Project 1: Images of the Russian Empire

Colorizing the Prokudin-Gorskii photo collection

Inroduction

In this project, I implemented a simple script that attempts to colorize the pictures taken by Prokudin-Gorskii as early as 1907, prior to the invention of color photography. These pictures are taken three in a group, each recorded with either a red, green or blue filter. Our goal is to recombine these pictures into one and produce a vivid color picture.

Single Scale Implementation

Firstly, we need to find a plausible way of overlaying these pictures. Since these pictures are not taken digitally, they are essentially three pictures stick together. Our first step is to chuck them into three channels, R, G, and B. This can be easily done by dividing the picture evenly in vertical direction:

After getting the three images, we convert them into float so that it is easier to process. In my algorithm, there is one parameter called crop-r that is core of my design. crop-r is the crop ratio that will be applied to the R channel, which takes the center crop-r portion of the image. The two other channels are aligned to the R channel.

To align the two other channels, the signle-scale implementation applies a sliding window of the same size as the cropped R channel images to the G and B channels. The difference in size decides the size of the search gird. More formally, it will become a (W * (1 - crop-r), H * (1 - crop-r)) grid. The crop ratio used here is 0.85 to avoid boundaries. A larger value such as 0.9 also works but would include considerably more boundary portion and damage the aesthetics of the final product. Once the grid is created, the similarity between the sliding window and the R channel is calculated as (Here, \(\mathrm{img}_1\) refers to the sliding window and the \(\mathrm{img}_2\) refers to the R channel):

\[\sum_{i, j} \frac{ {\mathrm{img}_{1}}_{i, j} - \mu_1}{\sigma_1} \times {\mathrm{img}_{2}}_{i, j}\]

In other words, we calculate the dot product between the normalized sliding window and the R channel. The idea is that we do not care about the absolute scale of different channels. The only requirement we have here is that the relatively bright/dark areas in two images must match. In fact, I tried different metrics such as cosine similarities and Frobenius distances. They did not produce as high quality image as the current version. This is because there are images that have very vibrant colors, which leads to a significant difference between channels. As a side comment, the reason why \(\mathrm{img}_2\) does not have to be normalized is because it is a constant and normalization is a global affine mapping to the similarities and won’t change the maximum.

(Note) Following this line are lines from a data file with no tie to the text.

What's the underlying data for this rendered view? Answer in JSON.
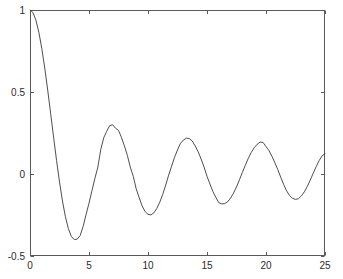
{
  "chart_data": {
    "type": "line",
    "title": "",
    "subtitle": "",
    "xlabel": "",
    "ylabel": "",
    "xlim": [
      0,
      25
    ],
    "ylim": [
      -0.5,
      1
    ],
    "grid": false,
    "legend": null,
    "legend_position": "none",
    "xticks": [
      0,
      5,
      10,
      15,
      20,
      25
    ],
    "xtick_labels": [
      "0",
      "5",
      "10",
      "15",
      "20",
      "25"
    ],
    "yticks": [
      -0.5,
      0,
      0.5,
      1
    ],
    "ytick_labels": [
      "-0.5",
      "0",
      "0.5",
      "1"
    ],
    "line_color": "#3a3a3a",
    "line_width": 0.9,
    "axis_color": "#5a5a5a",
    "background_color": "#ffffff",
    "annotations": [
      {
        "label": "start",
        "x": 0,
        "y": 1.0
      },
      {
        "label": "first-minimum",
        "x": 3.8,
        "y": -0.403
      },
      {
        "label": "first-maximum",
        "x": 6.7,
        "y": 0.3
      },
      {
        "label": "second-minimum",
        "x": 10.0,
        "y": -0.25
      },
      {
        "label": "second-maximum",
        "x": 13.15,
        "y": 0.22
      },
      {
        "label": "third-minimum",
        "x": 16.4,
        "y": -0.18
      },
      {
        "label": "third-maximum",
        "x": 19.5,
        "y": 0.195
      },
      {
        "label": "fourth-minimum",
        "x": 22.6,
        "y": -0.155
      },
      {
        "label": "end",
        "x": 25,
        "y": 0.12
      }
    ],
    "series": [
      {
        "name": "damped oscillation",
        "x": [
          0,
          0.25,
          0.5,
          0.75,
          1,
          1.25,
          1.5,
          1.75,
          2,
          2.25,
          2.5,
          2.75,
          3,
          3.25,
          3.5,
          3.75,
          4,
          4.25,
          4.5,
          4.75,
          5,
          5.25,
          5.5,
          5.75,
          6,
          6.25,
          6.5,
          6.75,
          7,
          7.25,
          7.5,
          7.75,
          8,
          8.25,
          8.5,
          8.75,
          9,
          9.25,
          9.5,
          9.75,
          10,
          10.25,
          10.5,
          10.75,
          11,
          11.25,
          11.5,
          11.75,
          12,
          12.25,
          12.5,
          12.75,
          13,
          13.25,
          13.5,
          13.75,
          14,
          14.25,
          14.5,
          14.75,
          15,
          15.25,
          15.5,
          15.75,
          16,
          16.25,
          16.5,
          16.75,
          17,
          17.25,
          17.5,
          17.75,
          18,
          18.25,
          18.5,
          18.75,
          19,
          19.25,
          19.5,
          19.75,
          20,
          20.25,
          20.5,
          20.75,
          21,
          21.25,
          21.5,
          21.75,
          22,
          22.25,
          22.5,
          22.75,
          23,
          23.25,
          23.5,
          23.75,
          24,
          24.25,
          24.5,
          24.75,
          25
        ],
        "y": [
          1,
          0.9844,
          0.9385,
          0.8642,
          0.7652,
          0.6459,
          0.5118,
          0.369,
          0.2239,
          0.0827,
          -0.0484,
          -0.1641,
          -0.2601,
          -0.3331,
          -0.3801,
          -0.4,
          -0.3971,
          -0.3754,
          -0.3205,
          -0.2478,
          -0.1776,
          -0.1018,
          -0.0268,
          0.042,
          0.1506,
          0.2214,
          0.2601,
          0.2951,
          0.3001,
          0.2786,
          0.2663,
          0.2234,
          0.1717,
          0.1137,
          0.0419,
          -0.0142,
          -0.0903,
          -0.1437,
          -0.1939,
          -0.2289,
          -0.2459,
          -0.2496,
          -0.2366,
          -0.2097,
          -0.1712,
          -0.1237,
          -0.0677,
          -0.0068,
          0.0477,
          0.1021,
          0.1469,
          0.1865,
          0.2069,
          0.2184,
          0.2167,
          0.2007,
          0.1711,
          0.1355,
          0.0917,
          0.0429,
          -0.0142,
          -0.0614,
          -0.1068,
          -0.1422,
          -0.1749,
          -0.1822,
          -0.1806,
          -0.1696,
          -0.1469,
          -0.1161,
          -0.0788,
          -0.0354,
          0.0101,
          0.0534,
          0.0959,
          0.1316,
          0.1601,
          0.1812,
          0.1947,
          0.1925,
          0.167,
          0.1429,
          0.1085,
          0.0687,
          0.0271,
          -0.0203,
          -0.0642,
          -0.1033,
          -0.1313,
          -0.1487,
          -0.1547,
          -0.1506,
          -0.1331,
          -0.1089,
          -0.0758,
          -0.0366,
          0.0042,
          0.0444,
          0.0813,
          0.1104,
          0.1228
        ]
      }
    ]
  },
  "figure": {
    "axes_rect": {
      "left": 30,
      "top": 10,
      "right": 325,
      "bottom": 256
    }
  }
}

After that, the channels are overlaid to produce the final colored pictures:

The offsets presented are relative to the R channel.

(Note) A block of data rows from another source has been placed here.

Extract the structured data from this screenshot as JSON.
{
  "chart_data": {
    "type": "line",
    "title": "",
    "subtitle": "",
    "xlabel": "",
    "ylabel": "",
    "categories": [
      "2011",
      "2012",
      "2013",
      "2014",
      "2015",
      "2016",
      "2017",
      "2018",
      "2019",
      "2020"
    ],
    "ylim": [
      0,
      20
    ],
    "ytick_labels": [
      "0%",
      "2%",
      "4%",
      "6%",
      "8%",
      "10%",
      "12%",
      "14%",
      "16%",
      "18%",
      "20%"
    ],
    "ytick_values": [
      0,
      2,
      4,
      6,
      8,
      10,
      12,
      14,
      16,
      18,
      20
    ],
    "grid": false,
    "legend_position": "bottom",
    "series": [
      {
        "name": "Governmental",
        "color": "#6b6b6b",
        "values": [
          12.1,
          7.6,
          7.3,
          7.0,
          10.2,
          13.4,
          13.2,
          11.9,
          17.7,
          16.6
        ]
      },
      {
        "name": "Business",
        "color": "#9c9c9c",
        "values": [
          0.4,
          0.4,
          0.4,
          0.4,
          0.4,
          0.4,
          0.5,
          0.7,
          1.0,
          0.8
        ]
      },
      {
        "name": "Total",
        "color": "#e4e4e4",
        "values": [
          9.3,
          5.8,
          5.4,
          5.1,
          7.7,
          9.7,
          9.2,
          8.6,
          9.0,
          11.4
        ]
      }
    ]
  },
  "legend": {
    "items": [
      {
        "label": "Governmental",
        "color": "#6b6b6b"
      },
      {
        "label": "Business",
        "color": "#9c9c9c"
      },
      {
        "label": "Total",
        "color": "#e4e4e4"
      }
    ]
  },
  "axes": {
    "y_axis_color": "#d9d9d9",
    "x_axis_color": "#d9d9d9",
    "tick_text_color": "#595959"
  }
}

      channel           cathedral         monastery           tobolsk      
G offset (7, 1) (6, 1) (4, 1)
B offset (12, 3) (3, 2) (6, 3)

Multi-scale Implementation

However, as you may have noticed, this method scales as \(O(W^2H^2)\) if crop ratio is constant: one \(HW\) from the grid size, and another \(HW\) from the similarity score calculation. This is prohibitively slow. To address this issue, I implemented a multi-scale version of the aligning algorithm. The idea is very simple: we downsample the image, find the optimal offsets, and perform a fine-grained search near the optimal offsets found in downsampled version.

To be more precise, each time, the image is downsampled by a factor of scale, this recursive call ends as the depth parameter is reached. We then perform a full grid search downsampled version (the top of the pyramid). The optimal offset is then divided by the scale to go up by one layer, and the grid of the upper layer is no longer a full search but rather a scale portion of the full grid centerred around the optimal offset found by the recursive call. This design keeps the grid size constant, which after experiment balance well between quality and speed. The runtime to process these pictures is about 20 seconds.

      channel           church         emir           harvesters      
G offset (33, -8) (57, 17) (65, -3)
B offset (58, -4) (88, 44) (124, 13)
      icon         lady           melons      
G offset (48, 5) (62, 3) (96, 4)
B offset (89, 23) (117, 11) (179, 13)
      onion church         sculpture           self portrait      
G offset (57, 10) (107, -16) (98, 8)
B offset (108, 36) (140, -27) (176, 36)
      three generations         train      
G offset (58, -3) (43, 27)  
B offset (112, 11) (87, 32)  

Auto Contrast (Histogram Equalization)

For the Bells & Whistles, I chose to implement the histogram equalization. This method attempts to enhance the contrast by making a histogram of brightness, flattening the histogram to make sure the best spread across all brightness levels. By doing so, details in the picture become more visible. Original:

Contrasted:

Original:

Contrasted:

After auto contrast, we can observe a lot more details, especially the sky. The color also becomes slightly more vivid.

Auto Color Balance

I also performed auto color balance through forcing the brightest pixel of each channel to be 1.

Original:

Balanced:

Original:

Balanced:

Since the original picture is already pretty balanced, this does not make a big difference.